Key Statistical Achievements

  • MMR Decline: India’s MMR dropped from 130 (2014-16) to 97 (2018-20), successfully meeting the National Health Policy target of staying below 100 by 2020.
  • Institutional Deliveries: A massive leap from 79% (2015-16) to 89% (2019-21). States like Kerala, Tamil Nadu, and Goa have achieved 100% institutional births.
  • Rural-Urban Convergence: Even in rural pockets, institutional deliveries have reached 87%, significantly closing the gap with urban areas (94%).

The "Two Indias" Phenomenon

Progress remains highly uneven. While Southern states are nearing or have surpassed the SDG target of 70, states in the "BIMARU" belt, Uttar Pradesh, Bihar, and Madhya Pradeshcontinue to struggle with higher mortality ratios due to systemic lags.

Persisting Challenges

Despite a robust policy framework, several "last-mile" hurdles remain:

  • High Out-of-Pocket Expenses (OOPE): Even in public facilities, families often pay for diagnostics and medicines, deterring the poorest from seeking timely emergency care.
  • Socio-Cultural Barriers: Low female literacy, restricted autonomy in decision-making, and gender-based discrimination often delay the "three delays": delay in seeking care, reaching the facility, and receiving treatment.
  • The New Risk Profile: Increasing instances of obesity, gestational diabetes, and hypertension, combined with delayed childbirth, are giving rise to more "high-risk" pregnancies.
  • Infrastructure Gaps: Remote tribal and hilly terrains lack Emergency Obstetric Care (EmOC) and reliable blood storage units.

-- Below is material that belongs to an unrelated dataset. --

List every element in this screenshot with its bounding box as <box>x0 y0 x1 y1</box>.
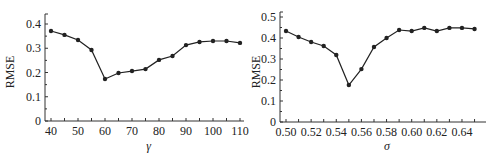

Government Framework & Innovations

The Government of India has launched a multi-tiered strategy to tackle MMR:

Central Schemes

  • Janani Suraksha Yojana (JSY): A 2005 demand-side intervention providing cash incentives for institutional deliveries.
  • PMMVY & Mission Shakti: Provides ?5,000 for the first child and an additional incentive for the second child if it is a girl, addressing both nutrition and sex ratio.
  • PMSMA (9th of every month): Guarantees free, high-quality antenatal care (ANC) for all pregnant women in their 2nd/3rd trimesters.
  • LaQshya: Focuses specifically on the quality of care in labor rooms and maternity OTs to prevent facility-based infections and complications.

State-Level Best Practices

  • Tamil Nadu’s Referral Model: A gold standard in emergency obstetric care with a seamless ambulance and hospital linkage.
  • Madhya Pradesh’s ‘Dastak Abhiyan’: Uses community health workers for early identification of high-risk pregnancies at the doorstep.

The Road to 2030

To reach the SDG target of 70 per 1,00,000, India must shift focus from "quantity" (number of deliveries) to "quality of care."

  • Specialist Training: Expanding programs like LSAS (Anesthesia) and EmOC (Obstetric skills) for MBBS doctors to fill the gap of specialists in rural CHCs.
  • Digital Tracking: Scaling the Reproductive and Child Health (RCH) portal for name-based tracking of every pregnant woman.
  • Audit & Accountability: Strengthening Maternal Death Surveillance Reviews (MDSR) to identify why a death occurred and taking corrective local action.

The goal is to ensure that no woman loses her life while bringing another into the world—transforming maternal health from a privilege into a guaranteed right.